Health bosses’ probe into case who had predicted: ‘Someone
Health bosses are carrying out an internal investigation into the case of Ethan Mountain, who stabbed shop worker Joan Hoggett to death 13 months after being released from a psychiatric hospital.
The 19-year-old will be sentenced next week for the horrific crime which shocked an entire community.
Mountain admitted manslaughter on the grounds of diminished responsibility but was found not guilty of murder after prosecutors said they now agreed with defence counsel that he is a paranoid schizophrenic and “very ill”.
During the trial at Newcastle Crown Court, details of Mountain’s troubled past emerged.
He had been diagnosed with ADHD when he was just 12 and was detained in a psychiatric hospital between June and August 2017, where he made chilling revelations about his thoughts.
Mountain had told staff: “Everyone thinks that I am a good person, that’s because of the ability to charm people and they trust me.
“You may think that’s scary, someone having the thoughts I am having, to trick someone into thinking I’m a nice person when inside I want to seriously hurt them.”
Mountain, who said he started taking cannabis at age 15 but cut back because he experienced “profound hallucinations”, claimed to have harmed animals in the past and told medics: “Someone will get killed and then I will get arrested.”
The court heard Mountain was on a “low dose” of anti-psychotic medication when he was released from the psychiatric hospital in August 2017, a day before his 18th birthday, and started drinking vodka heavily.
Mountain claimed he had stopped taking his prescribed medication “about a week before” he attacked Mrs Hoggett and was due to see a psychiatrist the following month.
Speaking after yesterday’s hearing, Gary O’Hare, Executive Director of Nursing and Chief Operating Officer at Northumberland, Tyne and Wear NHS Foundation Trust, said: “We would like to offer our sincere and heartfelt sympathies to Joan Hoggett’s family and friends at this sad and difficult time.
“We are carrying out a full internal investigation. As the criminal proceedings have not yet concluded, we are unable to comment further.”
During interview after the attack, Mountain told a psychiatrist he had been hearing voices and had had an argument with his mother just before the killing.
He added: “She was concerned I was drinking too much, I was concerned that the doctors would throw me back in hospital. The voices were saying I would be crazy and I would be sectioned.”
Mountain said he had limited recollection of the actual attack on Mrs Hoggett.

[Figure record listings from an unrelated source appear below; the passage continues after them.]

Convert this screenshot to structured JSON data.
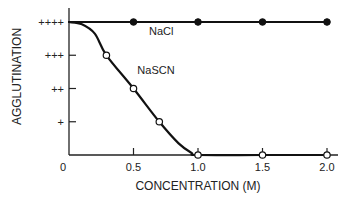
{
  "chart_data": {
    "type": "line",
    "title": "",
    "xlabel": "CONCENTRATION (M)",
    "ylabel": "AGGLUTINATION",
    "xlim": [
      0,
      2.0
    ],
    "ylim": [
      0,
      4
    ],
    "x_ticks": [
      {
        "value": 0,
        "label": "0"
      },
      {
        "value": 0.5,
        "label": "0.5"
      },
      {
        "value": 1.0,
        "label": "1.0"
      },
      {
        "value": 1.5,
        "label": "1.5"
      },
      {
        "value": 2.0,
        "label": "2.0"
      }
    ],
    "y_ticks": [
      {
        "value": 1,
        "label": "+"
      },
      {
        "value": 2,
        "label": "++"
      },
      {
        "value": 3,
        "label": "+++"
      },
      {
        "value": 4,
        "label": "++++"
      }
    ],
    "grid": false,
    "series": [
      {
        "name": "NaCl",
        "marker": "filled-circle",
        "curve": [
          [
            0,
            4
          ],
          [
            0.5,
            4
          ],
          [
            1.0,
            4
          ],
          [
            1.5,
            4
          ],
          [
            2.0,
            4
          ]
        ],
        "points": [
          [
            0.5,
            4
          ],
          [
            1.0,
            4
          ],
          [
            1.5,
            4
          ],
          [
            2.0,
            4
          ]
        ]
      },
      {
        "name": "NaSCN",
        "marker": "open-circle",
        "curve": [
          [
            0,
            4
          ],
          [
            0.1,
            3.93
          ],
          [
            0.2,
            3.65
          ],
          [
            0.29,
            3
          ],
          [
            0.5,
            2
          ],
          [
            0.7,
            1
          ],
          [
            0.85,
            0.35
          ],
          [
            0.95,
            0.06
          ],
          [
            1.0,
            0
          ],
          [
            1.5,
            0
          ],
          [
            2.0,
            0
          ]
        ],
        "points": [
          [
            0.29,
            3
          ],
          [
            0.5,
            2
          ],
          [
            0.7,
            1
          ],
          [
            1.0,
            0
          ],
          [
            1.5,
            0
          ],
          [
            2.0,
            0
          ]
        ]
      }
    ],
    "annotations": [
      {
        "text": "NaCl",
        "series": "NaCl",
        "x": 0.62,
        "y": 3.6
      },
      {
        "text": "NaSCN",
        "series": "NaSCN",
        "x": 0.53,
        "y": 2.45
      }
    ]
  }
}
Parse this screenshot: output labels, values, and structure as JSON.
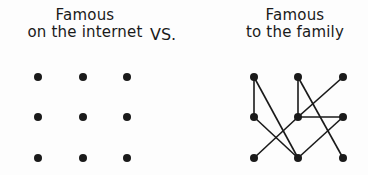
{
  "left": {
    "title_line1": "Famous",
    "title_line2": "on the internet"
  },
  "separator": "VS.",
  "right": {
    "title_line1": "Famous",
    "title_line2": "to the family"
  },
  "grid": {
    "left_nodes": [
      [
        38,
        77
      ],
      [
        83,
        77
      ],
      [
        127,
        77
      ],
      [
        38,
        117
      ],
      [
        83,
        117
      ],
      [
        127,
        117
      ],
      [
        38,
        158
      ],
      [
        83,
        158
      ],
      [
        127,
        158
      ]
    ],
    "right_nodes": [
      [
        254,
        77
      ],
      [
        298,
        77
      ],
      [
        343,
        77
      ],
      [
        254,
        117
      ],
      [
        298,
        117
      ],
      [
        343,
        117
      ],
      [
        254,
        158
      ],
      [
        298,
        158
      ],
      [
        343,
        158
      ]
    ],
    "right_edges": [
      [
        0,
        3
      ],
      [
        0,
        7
      ],
      [
        3,
        7
      ],
      [
        1,
        4
      ],
      [
        1,
        8
      ],
      [
        2,
        4
      ],
      [
        4,
        6
      ],
      [
        4,
        5
      ],
      [
        5,
        7
      ]
    ]
  },
  "colors": {
    "ink": "#1a1a1a",
    "background": "#fdfdfd"
  }
}
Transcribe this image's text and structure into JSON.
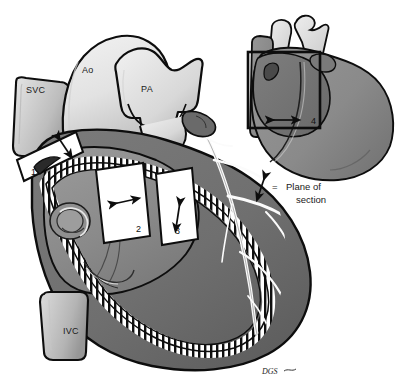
{
  "figure": {
    "background_color": "#ffffff",
    "outline_color": "#0d0d0d"
  },
  "palette": {
    "great_vessel_light": "#e8e8e8",
    "great_vessel_mid": "#c9c9c9",
    "vessel_shadow": "#9a9a9a",
    "myocardium": "#6f6f6f",
    "myocardium_dark": "#5a5a5a",
    "chamber_interior": "#8a8a8a",
    "chamber_interior_light": "#989898",
    "inset_body": "#8c8c8c",
    "inset_dark": "#6e6e6e",
    "trabecula_white": "#ffffff",
    "coronary_white": "#fbfbfb",
    "section_box_fill": "#ffffff",
    "line_black": "#0d0d0d"
  },
  "anatomy_labels": [
    {
      "id": "svc",
      "text": "SVC",
      "x": 26,
      "y": 93,
      "description": "superior vena cava"
    },
    {
      "id": "ao",
      "text": "Ao",
      "x": 82,
      "y": 73,
      "description": "aorta"
    },
    {
      "id": "pa",
      "text": "PA",
      "x": 141,
      "y": 92,
      "description": "pulmonary artery"
    },
    {
      "id": "ivc",
      "text": "IVC",
      "x": 63,
      "y": 334,
      "description": "inferior vena cava"
    }
  ],
  "section_boxes": [
    {
      "id": "box-1",
      "number": "1",
      "num_x": 31,
      "num_y": 175,
      "arrow": "diagonal",
      "has_crescent": true
    },
    {
      "id": "box-2",
      "number": "2",
      "num_x": 136,
      "num_y": 232,
      "arrow": "diagonal",
      "has_crescent": false
    },
    {
      "id": "box-3",
      "number": "3",
      "num_x": 175,
      "num_y": 234,
      "arrow": "vertical",
      "has_crescent": false
    },
    {
      "id": "box-4",
      "number": "4",
      "num_x": 311,
      "num_y": 124,
      "arrow": "horizontal",
      "has_crescent": false
    }
  ],
  "legend": {
    "symbol": "double-headed-arrow",
    "equals": "=",
    "line1": "Plane of",
    "line2": "section",
    "x": 310,
    "y": 186
  },
  "signature": {
    "text": "DGS",
    "x": 262,
    "y": 374
  },
  "inset": {
    "id": "whole-heart-inset",
    "description": "small whole-heart orientation drawing with section-plane box 4",
    "x": 238,
    "y": 14,
    "width": 160,
    "height": 165
  }
}
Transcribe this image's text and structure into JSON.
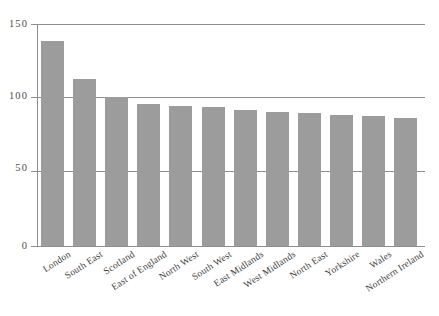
{
  "chart_data": {
    "type": "bar",
    "title": "",
    "subtitle": "",
    "xlabel": "",
    "ylabel": "",
    "ylim": [
      0,
      150
    ],
    "yticks": [
      0,
      50,
      100,
      150
    ],
    "ytick_labels": [
      "0",
      "50",
      "100",
      "150"
    ],
    "grid": "horizontal",
    "legend": "none",
    "bar_color": "#9c9c9c",
    "axis_color": "#8e8e8e",
    "background": "#ffffff",
    "categories": [
      "London",
      "South East",
      "Scotland",
      "East of England",
      "North West",
      "South West",
      "East Midlands",
      "West Midlands",
      "North East",
      "Yorkshire",
      "Wales",
      "Northern Ireland"
    ],
    "values": [
      139,
      113,
      101,
      96,
      95,
      94,
      92,
      91,
      90,
      89,
      88,
      87
    ]
  }
}
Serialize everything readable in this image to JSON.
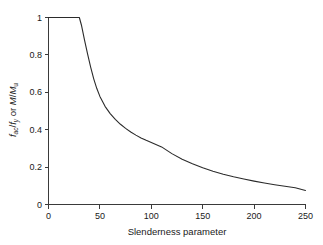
{
  "chart_data": {
    "type": "line",
    "title": "",
    "subtitle": "",
    "xlabel": "Slenderness parameter",
    "ylabel": "f_ac/f_y or M/M_u",
    "ylabel_parts": {
      "num_main": "f",
      "num_sub": "ac",
      "slash1": "/",
      "den_main": "f",
      "den_sub": "y",
      "conjunction": " or ",
      "second_num": "M",
      "slash2": "/",
      "second_den": "M",
      "second_den_sub": "u"
    },
    "xlim": [
      0,
      250
    ],
    "ylim": [
      0,
      1
    ],
    "xticks": [
      0,
      50,
      100,
      150,
      200,
      250
    ],
    "yticks": [
      0,
      0.2,
      0.4,
      0.6,
      0.8,
      1
    ],
    "xticklabels": [
      "0",
      "50",
      "100",
      "150",
      "200",
      "250"
    ],
    "yticklabels": [
      "0",
      "0.2",
      "0.4",
      "0.6",
      "0.8",
      "1"
    ],
    "grid": false,
    "legend": "none",
    "series": [
      {
        "name": "strength curve",
        "color": "#2b2b2b",
        "x": [
          0,
          10,
          20,
          30,
          32,
          35,
          38,
          41,
          44,
          47,
          50,
          55,
          60,
          65,
          70,
          75,
          80,
          85,
          90,
          95,
          100,
          110,
          120,
          130,
          140,
          150,
          160,
          170,
          180,
          190,
          200,
          210,
          220,
          230,
          240,
          250
        ],
        "y": [
          1,
          1,
          1,
          1,
          0.96,
          0.88,
          0.805,
          0.735,
          0.672,
          0.62,
          0.578,
          0.525,
          0.486,
          0.455,
          0.429,
          0.407,
          0.388,
          0.371,
          0.356,
          0.343,
          0.331,
          0.308,
          0.272,
          0.242,
          0.218,
          0.197,
          0.178,
          0.162,
          0.148,
          0.136,
          0.125,
          0.115,
          0.106,
          0.098,
          0.09,
          0.075
        ]
      }
    ],
    "annotations": [
      {
        "text": "plateau at 1.0 up to slenderness 30"
      }
    ]
  },
  "axes": {
    "x_axis_name": "Slenderness parameter",
    "y_axis_name": "f_ac/f_y or M/M_u"
  },
  "colors": {
    "curve": "#2b2b2b",
    "axis": "#3a3a3a",
    "background": "#ffffff",
    "text": "#1a1a1a"
  }
}
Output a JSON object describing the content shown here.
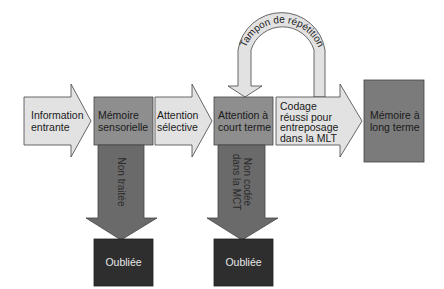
{
  "diagram": {
    "type": "flowchart",
    "colors": {
      "arrow_light": "#e2e2e2",
      "box_mid": "#8e8e8e",
      "box_dark_mlt": "#7b7b7b",
      "arrow_down": "#6a6a6a",
      "box_forgotten": "#2e2e2e",
      "stroke": "#444444"
    },
    "nodes": {
      "information_entrante": "Information\nentrante",
      "memoire_sensorielle": "Mémoire\nsensorielle",
      "attention_selective": "Attention\nsélective",
      "attention_court_terme": "Attention à\ncourt terme",
      "codage": "Codage\nréussi pour\nentreposage\ndans la MLT",
      "memoire_long_terme": "Mémoire à\nlong terme",
      "oubliee_1": "Oubliée",
      "oubliee_2": "Oubliée"
    },
    "edges": {
      "non_traitee": "Non traitée",
      "non_codee": "Non codée\ndans la MCT",
      "tampon": "Tampon de répétition"
    }
  }
}
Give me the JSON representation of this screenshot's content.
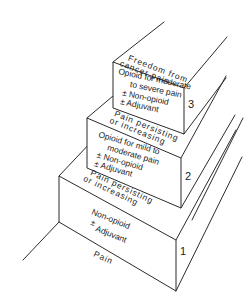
{
  "diagram": {
    "ground_label": "Pain",
    "steps": [
      {
        "number": "1",
        "lines": [
          "Non-opioid",
          "±",
          "Adjuvant"
        ]
      },
      {
        "number": "2",
        "lines": [
          "Opioid for mild to",
          "moderate pain",
          "± Non-opioid",
          "± Adjuvant"
        ]
      },
      {
        "number": "3",
        "lines": [
          "Opioid for moderate",
          "to severe pain",
          "± Non-opioid",
          "± Adjuvant"
        ]
      }
    ],
    "transitions": [
      {
        "line1": "Pain persisting",
        "line2": "or increasing"
      },
      {
        "line1": "Pain persisting",
        "line2": "or increasing"
      }
    ],
    "top_label": {
      "line1": "Freedom from",
      "line2": "cancer pain"
    },
    "colors": {
      "line": "#2b2b2b",
      "text": "#222222",
      "background": "#ffffff"
    }
  }
}
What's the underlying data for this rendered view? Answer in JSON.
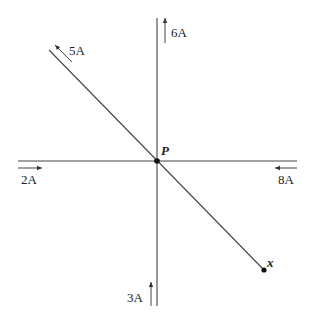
{
  "diagram": {
    "colors": {
      "line": "#444444",
      "text": "#222222",
      "background": "#ffffff"
    },
    "point_p": {
      "label": "P"
    },
    "point_x": {
      "label": "x"
    },
    "currents": [
      {
        "id": "diag-upper",
        "label": "5A",
        "direction": "up-left along diagonal"
      },
      {
        "id": "vert-upper",
        "label": "6A",
        "direction": "up"
      },
      {
        "id": "horiz-left",
        "label": "2A",
        "direction": "right"
      },
      {
        "id": "horiz-right",
        "label": "8A",
        "direction": "left"
      },
      {
        "id": "vert-lower",
        "label": "3A",
        "direction": "up"
      }
    ]
  }
}
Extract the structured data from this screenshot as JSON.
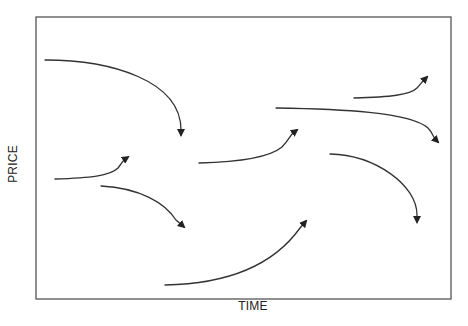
{
  "diagram": {
    "x_axis_label": "TIME",
    "y_axis_label": "PRICE",
    "frame": {
      "x": 36,
      "y": 17,
      "width": 415,
      "height": 282,
      "color": "#555555"
    },
    "stroke_color": "#333333",
    "arrows": [
      {
        "id": "arrow-1",
        "direction": "down",
        "path": "M45,60 C110,60 181,80 181,130",
        "head": [
          181,
          135
        ]
      },
      {
        "id": "arrow-2",
        "direction": "up",
        "path": "M55,179 C90,178 110,176 118,168 C121,164 123,161 125,159",
        "head": [
          128,
          157
        ]
      },
      {
        "id": "arrow-3",
        "direction": "down",
        "path": "M101,186 C140,188 165,203 176,220",
        "head": [
          184,
          227
        ]
      },
      {
        "id": "arrow-4",
        "direction": "up",
        "path": "M165,285 C220,284 270,270 300,228",
        "head": [
          306,
          221
        ]
      },
      {
        "id": "arrow-5",
        "direction": "up",
        "path": "M199,163 C240,162 270,157 282,147 C288,141 290,136 293,133",
        "head": [
          297,
          130
        ]
      },
      {
        "id": "arrow-6",
        "direction": "down",
        "path": "M276,108 C340,109 410,112 428,128 C432,132 433,136 435,139",
        "head": [
          438,
          142
        ]
      },
      {
        "id": "arrow-7",
        "direction": "up",
        "path": "M354,98 C390,97 410,95 417,88 C420,85 422,82 424,80",
        "head": [
          427,
          77
        ]
      },
      {
        "id": "arrow-8",
        "direction": "down",
        "path": "M330,154 C375,155 417,185 417,215",
        "head": [
          417,
          222
        ]
      }
    ]
  }
}
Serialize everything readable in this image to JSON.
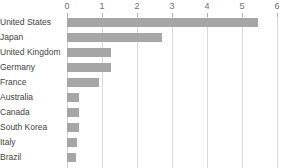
{
  "chart_data": {
    "type": "bar",
    "orientation": "horizontal",
    "title": "",
    "subtitle": "",
    "xlabel": "",
    "ylabel": "",
    "xlim": [
      0,
      6
    ],
    "ylim": null,
    "grid": true,
    "grid_axis": "x",
    "legend": false,
    "legend_position": "none",
    "xticks": [
      0,
      1,
      2,
      3,
      4,
      5,
      6
    ],
    "xtick_labels": [
      "0",
      "1",
      "2",
      "3",
      "4",
      "5",
      "6"
    ],
    "xaxis_position": "top",
    "categories": [
      "United States",
      "Japan",
      "United Kingdom",
      "Germany",
      "France",
      "Australia",
      "Canada",
      "South Korea",
      "Italy",
      "Brazil"
    ],
    "values": [
      5.45,
      2.72,
      1.27,
      1.25,
      0.9,
      0.35,
      0.34,
      0.33,
      0.29,
      0.26
    ],
    "series": [
      {
        "name": "Value",
        "color": "#a6a6a6",
        "values": [
          5.45,
          2.72,
          1.27,
          1.25,
          0.9,
          0.35,
          0.34,
          0.33,
          0.29,
          0.26
        ]
      }
    ]
  },
  "style": {
    "bar_color": "#a6a6a6",
    "grid_color": "#d9d9d9",
    "tick_label_color": "#6e6e6e",
    "category_label_color": "#3f3f3f",
    "background_color": "#ffffff"
  }
}
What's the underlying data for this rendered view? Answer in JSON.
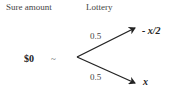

He told a psychiatrist: “I can’t remember physically doing it, I just remember walking to the shop, thinking people were talking about me and then I was coming out of the shop, covered in blood.
“I knew I had done something wrong, I went to the park and began self-harming.”
Earlier in the trial, consultant forensic psychiatrist Ramneesh Puri told jurors that Mountain had been hospitalised and diagnosed as “acutely psychotic” between June and August 2017.
Mountain had been admitted to hospital due to his paranoid thoughts and thoughts of “harming others with an axe, hammer, knife and belt”.
During his stay, Mountain described himself as a “bad person” and told staff he would “end up in Broadmoor”.
Dr Puri told the court: “He said he needed to remain in hospital in order to prevent him harming anyone.”
The jury heard that while in hospital, Mountain had confessed to “stalking people in parks” and said he “wanted to harm them but never did”.
The court heard he had said he would kill himself rather than hurt anyone else and was “distressed” by his own thoughts.
While in prison after the killing, he was assessed as being “very psychotic”.
When police searched Mountain’s home after the killing, they found handwritten “kill plans”.
A selection of documents, including the “plans” as well as notes on psychology and “cold case” American killings, were recovered from a bedroom at the home in South Shields.
Jurors were shown an envelope which contained handwritten words on each side.
One side, which included the words “Kill plan A”, was about removing gun powder and fuses from fireworks, sticking the fuses together, putting them in a container and getting “lots of nuts and screws”.
A paper bag of nails was recovered from the house.
The court heard the other side of the envelope, which had the words “Kill plan B” written on, said: “Get petrol, get a bike, get ski masks and knives.
“Pour petrol on all the back garden. Light. Climb fence, get on bike, drive around front pour petrol through door flap and on windowsill, then run.”
The jury also heard police also found lists of cars and their registration numbers and descriptions such as “black short hair”.
They were also shown handwritten notes about psychology and mental illness which were found during the search of the house.